In this study, representing a large cohort of elderly women, we could not detect any association between the SNP in the promoter region of OPG and BMD at relevant sites. Nor did we find any correlation to ultrasound measurements of the calcaneus or to reported fracture. Furthermore, we found no association between the SNP in the first intron and bone mass or fracture. QUS of the phalanges has in one prospective study of younger women (mean age of 52) been able to predict fractures [32] but contradictory results exists [17] and bone mass at this site was not associated to genotype differences.

The Malmö OPRA study used in this investigation is a well-characterized cohort of women exactly 75 years old. The lack of association between the OPG genotype and bone mass measured at multiple sites and by several methods may be due to other factors affecting bone in the elderly women, and it is possible that an association would be more readily seen in younger women, either at peak bone mass or in peri- or early postmenopausal women. However, we believe that our negative findings in these elderly women are reliable, since no correlation was evident for bone mass measured at any site. Furthermore, in the subgroup analysis of quartiles, where the lowest quartile represented clearly osteoporotic subjects, the polymorphism was not distributed differently.

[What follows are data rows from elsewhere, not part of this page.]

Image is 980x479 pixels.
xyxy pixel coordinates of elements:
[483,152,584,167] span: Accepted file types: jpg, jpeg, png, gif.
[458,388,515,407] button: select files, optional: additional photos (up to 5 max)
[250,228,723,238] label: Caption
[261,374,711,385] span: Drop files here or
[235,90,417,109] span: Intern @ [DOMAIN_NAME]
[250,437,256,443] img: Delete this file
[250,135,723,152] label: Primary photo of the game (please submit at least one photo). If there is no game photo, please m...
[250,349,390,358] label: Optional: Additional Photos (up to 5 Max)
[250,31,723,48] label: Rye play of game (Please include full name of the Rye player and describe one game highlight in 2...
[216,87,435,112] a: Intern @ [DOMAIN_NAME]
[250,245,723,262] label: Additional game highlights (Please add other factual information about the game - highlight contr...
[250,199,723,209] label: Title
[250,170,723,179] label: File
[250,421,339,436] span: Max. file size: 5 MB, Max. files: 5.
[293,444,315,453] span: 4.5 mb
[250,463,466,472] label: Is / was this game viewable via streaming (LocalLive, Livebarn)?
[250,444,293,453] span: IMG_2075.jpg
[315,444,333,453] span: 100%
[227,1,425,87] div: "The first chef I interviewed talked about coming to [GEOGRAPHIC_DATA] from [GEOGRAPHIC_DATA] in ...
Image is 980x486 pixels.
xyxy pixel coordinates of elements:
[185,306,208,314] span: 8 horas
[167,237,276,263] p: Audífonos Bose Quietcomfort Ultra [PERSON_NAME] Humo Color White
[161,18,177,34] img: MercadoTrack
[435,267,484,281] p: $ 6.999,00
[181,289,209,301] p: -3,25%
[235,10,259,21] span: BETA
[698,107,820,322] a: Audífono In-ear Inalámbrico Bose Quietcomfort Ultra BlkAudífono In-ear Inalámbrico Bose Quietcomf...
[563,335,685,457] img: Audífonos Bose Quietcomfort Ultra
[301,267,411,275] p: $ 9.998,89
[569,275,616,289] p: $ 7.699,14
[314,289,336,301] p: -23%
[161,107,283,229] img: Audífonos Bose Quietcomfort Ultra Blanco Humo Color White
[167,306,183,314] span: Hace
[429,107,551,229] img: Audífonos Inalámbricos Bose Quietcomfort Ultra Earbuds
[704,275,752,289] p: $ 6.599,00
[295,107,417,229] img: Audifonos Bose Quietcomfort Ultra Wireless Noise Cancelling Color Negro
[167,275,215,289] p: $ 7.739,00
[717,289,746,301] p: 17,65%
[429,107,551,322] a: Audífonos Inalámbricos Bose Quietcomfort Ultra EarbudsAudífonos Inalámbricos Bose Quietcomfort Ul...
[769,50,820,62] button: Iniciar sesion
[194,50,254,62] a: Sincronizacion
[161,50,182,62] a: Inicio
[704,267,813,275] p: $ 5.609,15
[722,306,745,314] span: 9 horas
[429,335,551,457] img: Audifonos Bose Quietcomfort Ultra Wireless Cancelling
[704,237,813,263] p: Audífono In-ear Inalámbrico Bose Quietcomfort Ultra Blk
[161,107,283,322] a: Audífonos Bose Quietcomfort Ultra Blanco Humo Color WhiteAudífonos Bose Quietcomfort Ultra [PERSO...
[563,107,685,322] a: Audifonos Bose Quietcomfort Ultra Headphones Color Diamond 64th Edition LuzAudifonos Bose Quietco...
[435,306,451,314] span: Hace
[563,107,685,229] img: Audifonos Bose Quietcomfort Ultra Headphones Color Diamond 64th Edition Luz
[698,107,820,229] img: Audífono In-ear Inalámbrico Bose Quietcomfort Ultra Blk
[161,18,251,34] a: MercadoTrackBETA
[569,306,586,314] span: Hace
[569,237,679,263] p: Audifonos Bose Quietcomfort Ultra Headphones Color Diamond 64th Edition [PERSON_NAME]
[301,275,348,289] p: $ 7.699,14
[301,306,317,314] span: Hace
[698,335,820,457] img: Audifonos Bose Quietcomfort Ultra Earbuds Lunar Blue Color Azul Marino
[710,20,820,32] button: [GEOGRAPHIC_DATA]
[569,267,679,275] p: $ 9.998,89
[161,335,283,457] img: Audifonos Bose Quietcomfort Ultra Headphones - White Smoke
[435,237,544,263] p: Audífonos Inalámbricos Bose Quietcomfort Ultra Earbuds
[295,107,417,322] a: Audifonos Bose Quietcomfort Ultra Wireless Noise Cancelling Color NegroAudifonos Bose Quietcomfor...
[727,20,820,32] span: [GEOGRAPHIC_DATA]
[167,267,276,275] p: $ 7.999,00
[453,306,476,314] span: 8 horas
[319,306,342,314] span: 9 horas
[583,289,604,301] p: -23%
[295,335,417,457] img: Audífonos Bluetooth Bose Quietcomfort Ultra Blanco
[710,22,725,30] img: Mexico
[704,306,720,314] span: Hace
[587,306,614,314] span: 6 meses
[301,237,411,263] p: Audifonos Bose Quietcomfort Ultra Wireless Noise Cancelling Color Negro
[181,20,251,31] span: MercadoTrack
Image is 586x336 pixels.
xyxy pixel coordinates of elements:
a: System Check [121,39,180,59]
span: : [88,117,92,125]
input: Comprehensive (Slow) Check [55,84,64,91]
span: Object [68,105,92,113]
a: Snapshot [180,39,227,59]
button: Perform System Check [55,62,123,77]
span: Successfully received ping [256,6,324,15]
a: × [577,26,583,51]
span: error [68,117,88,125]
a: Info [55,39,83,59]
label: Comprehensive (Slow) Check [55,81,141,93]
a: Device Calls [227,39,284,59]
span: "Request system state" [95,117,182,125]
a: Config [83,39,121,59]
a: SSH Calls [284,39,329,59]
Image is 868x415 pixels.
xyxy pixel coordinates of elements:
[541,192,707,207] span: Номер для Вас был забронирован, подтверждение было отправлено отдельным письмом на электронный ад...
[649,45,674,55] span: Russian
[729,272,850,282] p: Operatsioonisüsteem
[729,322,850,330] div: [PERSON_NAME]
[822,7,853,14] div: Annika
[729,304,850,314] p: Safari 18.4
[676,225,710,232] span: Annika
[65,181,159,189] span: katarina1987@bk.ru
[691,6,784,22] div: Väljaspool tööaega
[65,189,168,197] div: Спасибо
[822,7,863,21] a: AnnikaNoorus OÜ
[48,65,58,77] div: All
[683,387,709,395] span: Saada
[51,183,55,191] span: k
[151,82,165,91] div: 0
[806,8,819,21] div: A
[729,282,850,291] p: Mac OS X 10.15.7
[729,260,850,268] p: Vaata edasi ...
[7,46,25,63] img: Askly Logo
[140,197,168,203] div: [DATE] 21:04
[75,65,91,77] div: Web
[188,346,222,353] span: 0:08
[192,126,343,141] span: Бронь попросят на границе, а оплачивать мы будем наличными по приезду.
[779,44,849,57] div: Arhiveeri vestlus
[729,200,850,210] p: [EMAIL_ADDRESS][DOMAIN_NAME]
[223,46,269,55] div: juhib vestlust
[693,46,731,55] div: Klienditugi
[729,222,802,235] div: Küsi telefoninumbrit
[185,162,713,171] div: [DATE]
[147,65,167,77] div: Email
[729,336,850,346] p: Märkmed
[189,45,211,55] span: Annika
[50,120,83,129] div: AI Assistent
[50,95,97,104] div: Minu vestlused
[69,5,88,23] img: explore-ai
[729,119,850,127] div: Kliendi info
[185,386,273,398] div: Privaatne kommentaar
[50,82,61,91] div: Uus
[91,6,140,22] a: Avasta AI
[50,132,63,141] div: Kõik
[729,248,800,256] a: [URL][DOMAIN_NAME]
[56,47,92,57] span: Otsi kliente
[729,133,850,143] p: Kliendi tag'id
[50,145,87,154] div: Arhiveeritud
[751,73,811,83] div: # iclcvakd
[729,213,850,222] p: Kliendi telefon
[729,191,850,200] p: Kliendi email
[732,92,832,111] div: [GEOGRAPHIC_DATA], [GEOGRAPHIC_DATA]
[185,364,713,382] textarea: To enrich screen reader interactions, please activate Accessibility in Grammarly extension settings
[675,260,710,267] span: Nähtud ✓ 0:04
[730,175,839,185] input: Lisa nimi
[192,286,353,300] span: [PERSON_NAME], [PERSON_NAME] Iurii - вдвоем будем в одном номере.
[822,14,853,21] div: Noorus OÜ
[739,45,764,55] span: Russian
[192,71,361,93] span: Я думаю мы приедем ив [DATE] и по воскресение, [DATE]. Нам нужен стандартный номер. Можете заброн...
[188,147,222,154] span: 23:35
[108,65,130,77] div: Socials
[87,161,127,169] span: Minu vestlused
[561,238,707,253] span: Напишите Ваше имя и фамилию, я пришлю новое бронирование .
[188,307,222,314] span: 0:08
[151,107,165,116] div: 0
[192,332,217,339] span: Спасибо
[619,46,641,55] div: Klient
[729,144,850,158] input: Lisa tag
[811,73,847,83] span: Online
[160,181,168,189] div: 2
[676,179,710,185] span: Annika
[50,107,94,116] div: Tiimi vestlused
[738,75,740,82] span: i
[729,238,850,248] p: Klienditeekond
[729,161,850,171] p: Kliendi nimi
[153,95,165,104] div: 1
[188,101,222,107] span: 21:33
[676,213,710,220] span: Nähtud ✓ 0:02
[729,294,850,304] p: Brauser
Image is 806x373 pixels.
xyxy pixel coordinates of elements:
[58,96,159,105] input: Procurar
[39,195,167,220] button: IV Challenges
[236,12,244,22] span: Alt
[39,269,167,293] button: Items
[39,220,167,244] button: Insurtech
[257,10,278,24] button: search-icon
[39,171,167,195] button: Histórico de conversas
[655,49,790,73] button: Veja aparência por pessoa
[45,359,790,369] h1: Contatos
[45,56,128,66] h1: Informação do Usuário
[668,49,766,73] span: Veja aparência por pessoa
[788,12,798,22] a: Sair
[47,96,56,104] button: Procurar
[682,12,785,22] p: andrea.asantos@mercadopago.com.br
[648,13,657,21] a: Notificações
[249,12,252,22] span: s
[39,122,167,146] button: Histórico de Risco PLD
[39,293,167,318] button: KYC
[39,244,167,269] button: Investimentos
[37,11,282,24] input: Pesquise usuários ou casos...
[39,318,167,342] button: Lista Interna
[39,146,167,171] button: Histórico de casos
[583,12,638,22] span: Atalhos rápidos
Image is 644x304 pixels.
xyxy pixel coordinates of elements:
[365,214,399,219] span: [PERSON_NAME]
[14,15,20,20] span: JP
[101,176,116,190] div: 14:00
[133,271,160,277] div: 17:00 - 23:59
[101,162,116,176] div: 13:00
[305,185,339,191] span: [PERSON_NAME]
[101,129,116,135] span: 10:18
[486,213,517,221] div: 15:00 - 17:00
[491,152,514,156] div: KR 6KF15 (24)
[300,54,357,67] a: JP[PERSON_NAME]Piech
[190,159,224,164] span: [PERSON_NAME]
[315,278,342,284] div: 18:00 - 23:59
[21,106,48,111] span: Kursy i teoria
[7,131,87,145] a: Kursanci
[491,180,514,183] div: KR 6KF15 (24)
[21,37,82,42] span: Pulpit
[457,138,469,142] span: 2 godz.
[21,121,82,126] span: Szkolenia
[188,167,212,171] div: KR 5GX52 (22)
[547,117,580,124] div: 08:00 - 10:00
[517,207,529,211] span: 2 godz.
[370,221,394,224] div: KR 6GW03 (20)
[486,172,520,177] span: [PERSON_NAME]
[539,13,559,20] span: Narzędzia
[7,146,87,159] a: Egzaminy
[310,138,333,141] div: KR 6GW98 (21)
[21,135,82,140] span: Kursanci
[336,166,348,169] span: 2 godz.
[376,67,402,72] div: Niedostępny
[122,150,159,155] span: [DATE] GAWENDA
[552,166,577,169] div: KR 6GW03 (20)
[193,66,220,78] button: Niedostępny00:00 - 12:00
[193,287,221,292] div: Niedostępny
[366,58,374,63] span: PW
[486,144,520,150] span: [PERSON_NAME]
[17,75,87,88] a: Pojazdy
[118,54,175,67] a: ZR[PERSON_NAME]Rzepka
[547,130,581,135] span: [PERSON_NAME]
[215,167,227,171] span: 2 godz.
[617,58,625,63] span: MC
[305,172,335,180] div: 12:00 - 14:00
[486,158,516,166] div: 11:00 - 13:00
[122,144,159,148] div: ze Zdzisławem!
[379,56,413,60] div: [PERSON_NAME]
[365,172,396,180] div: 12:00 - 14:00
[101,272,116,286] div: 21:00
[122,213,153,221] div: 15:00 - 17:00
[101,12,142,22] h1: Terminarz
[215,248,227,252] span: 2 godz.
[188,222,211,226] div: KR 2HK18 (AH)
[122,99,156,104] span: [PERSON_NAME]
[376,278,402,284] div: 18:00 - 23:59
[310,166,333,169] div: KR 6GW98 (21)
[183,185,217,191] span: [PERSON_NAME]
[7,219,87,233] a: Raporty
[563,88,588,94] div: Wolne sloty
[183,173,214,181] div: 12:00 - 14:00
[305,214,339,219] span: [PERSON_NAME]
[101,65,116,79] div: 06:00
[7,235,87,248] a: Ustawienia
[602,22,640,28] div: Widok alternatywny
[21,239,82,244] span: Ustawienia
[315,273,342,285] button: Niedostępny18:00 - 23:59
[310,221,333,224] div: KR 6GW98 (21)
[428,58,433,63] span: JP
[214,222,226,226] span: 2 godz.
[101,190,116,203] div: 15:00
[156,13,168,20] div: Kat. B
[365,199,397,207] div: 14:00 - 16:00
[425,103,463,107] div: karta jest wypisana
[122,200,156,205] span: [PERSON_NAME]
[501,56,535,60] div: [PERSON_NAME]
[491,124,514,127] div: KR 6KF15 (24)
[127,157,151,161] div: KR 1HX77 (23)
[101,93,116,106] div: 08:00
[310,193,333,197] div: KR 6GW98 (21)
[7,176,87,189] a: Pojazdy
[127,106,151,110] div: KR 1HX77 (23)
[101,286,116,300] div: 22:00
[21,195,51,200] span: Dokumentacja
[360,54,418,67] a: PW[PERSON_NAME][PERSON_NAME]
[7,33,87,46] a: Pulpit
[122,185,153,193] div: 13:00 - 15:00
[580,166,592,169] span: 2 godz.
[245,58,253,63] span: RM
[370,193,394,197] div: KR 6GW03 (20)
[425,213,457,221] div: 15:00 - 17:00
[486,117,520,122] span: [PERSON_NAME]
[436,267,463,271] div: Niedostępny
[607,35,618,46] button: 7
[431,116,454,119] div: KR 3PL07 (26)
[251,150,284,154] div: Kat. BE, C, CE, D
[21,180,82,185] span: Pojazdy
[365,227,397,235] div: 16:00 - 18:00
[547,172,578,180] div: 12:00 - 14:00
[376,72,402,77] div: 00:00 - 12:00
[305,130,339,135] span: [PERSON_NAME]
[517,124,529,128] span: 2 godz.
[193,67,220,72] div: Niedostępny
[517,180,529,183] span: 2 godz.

Our findings are in line with a study of younger postmenopausal women in which the T950C was unrelated to femoral neck or spinal BMD in a healthy control population (n = 327), but associated with BMD of the lumbar spine in osteoporotic women (n = 258) [31]. Several polymorphisms of the OPG gene were investigated in this study, while no consistent associations to BMD were found. In an Irish study of the same polymorphism in pre- and postmenopausal women and limited to femoral neck and spine BMD, no association was found, although the genotype distribution was similar [33]. On the other hand, an association was found in a group of Japanese women, however, they were only evaluated by distal forearm BMD [34]. Among the few reports, all including smaller populations of lower mean age, association to bone mass has been reported for the polymorphisms G209A, T245G and G1181C; again the findings have been inconsistent and depending on measured site and the population [31, 34, 35]. Although we also investigated C1217C, which is in linkage with the G209A and T245G polymorphisms, we did not find any associations to bone. The inconsistency clearly indicates that associations related to variation in the OPG gene and the phenotypic expressions of bone mass and fracture exhibit differences related chiefly to age, ethnic and geographic factors, which allow for variations to have a different impact in different populations.

Fracture is only partially dependent to bone density, and additional factors are of importance for bone strength, but also the impact of the trauma plays a key role. In these women, there was no association between OPG genotype and fracture sustained at any time during life or when specifically identifying fractures that are of potentially osteoporotic origin. The information on fractures is self-reported and thereby a possible error in under- or over-reporting could mask an association; nevertheless, a pronounced association seems unlikely.

Potential confounders, masking possible associations to bone mass in the elderly, are degenerative changes of the lower spine or calcifications of major vessels. This may also be the case in the present study. However, we have extensively evaluated bone mass by using several methods and measuring sites, where a possibly qualitative measure, particularly in QUS, has not previously been evaluated in relation to OPG genotype.

In conclusion, the SNP in the promoter region of OPG previously reported to be associated with cardiovascular morphology and function does not influence bone mass or fractures in elderly Swedish women. Nor was the previously non-studied polymorphism in the first intron of OPG found to be associated with bone mass or fracture in this large cohort. More studies on the role of OPG in cardiovascular and bone disease are warranted, preferably in cohorts of different age and different outcomes, such as hypertension and myocardial infarction, as well as BMD and fractures.